Couldn't we do this much more efficiently by calling stb_vorbis_seek and then just do a getAudio to get the correct sample position?
Something like this:
void WavStreamInstance::seek(time aSeconds, float *mScratch, unsigned int mScratchSize) {
if(mOgg)
{
double offset = aSeconds - mStreamTime;
if (offset < 0)
{
if (rewind() != SO_NO_ERROR)
{
// can't do generic seek backwards unless we can rewind.
return;
}
offset = aSeconds;
}
int samples_to_seek = (int)floor(mSamplerate * offset);
stb_vorbis_seek_frame(mOgg, samples_to_seek);
mOffset = stb_vorbis_get_sample_offset(mOgg);
getAudio(mScratch, samples_to_seek - mOffset);
mStreamTime = aSeconds;
} else {
AudioSourceInstance::seek(aSeconds, mScratch, mScratchSize);
}
}
Working on this.
I don't understand the importance of returning the samples in the scratch buffer - this poses a problem if the user expects to be able to seek backwards in a file efficiently. (Why should I seek to zero, then forward to the point I want to find?) I'm looking at solving this problem with a bit of a lack of breadth, so I'm probably an idiot and just haven't thought about the use cases enough...
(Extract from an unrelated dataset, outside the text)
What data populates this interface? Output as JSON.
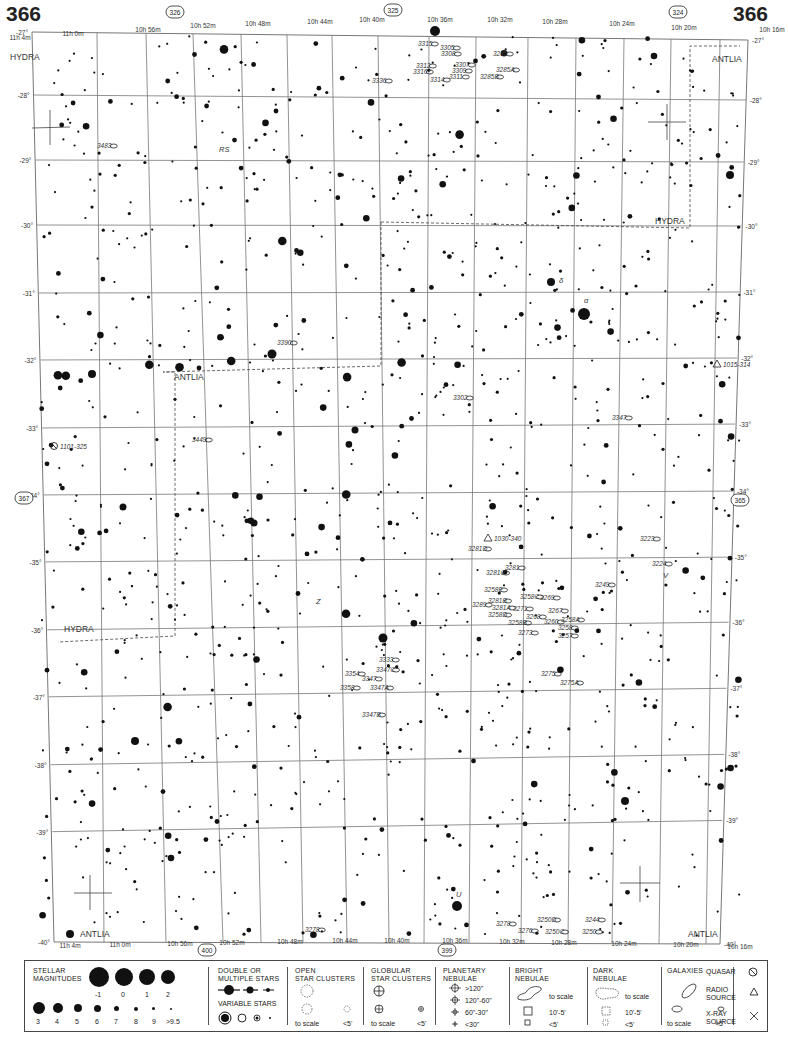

EDIT: yep. im an idiot; they're just discarded...
Yeah, the scratch buffer is just for the "tape" seeking mechanism, so we don't need to allocate a buffer inside the function (or use humongous amount of stack).
@Unit158 Are you still working on this? For me, seeking forward doesn't even seem to work at all, and seeking backwards sometimes does. It's quite unreliable.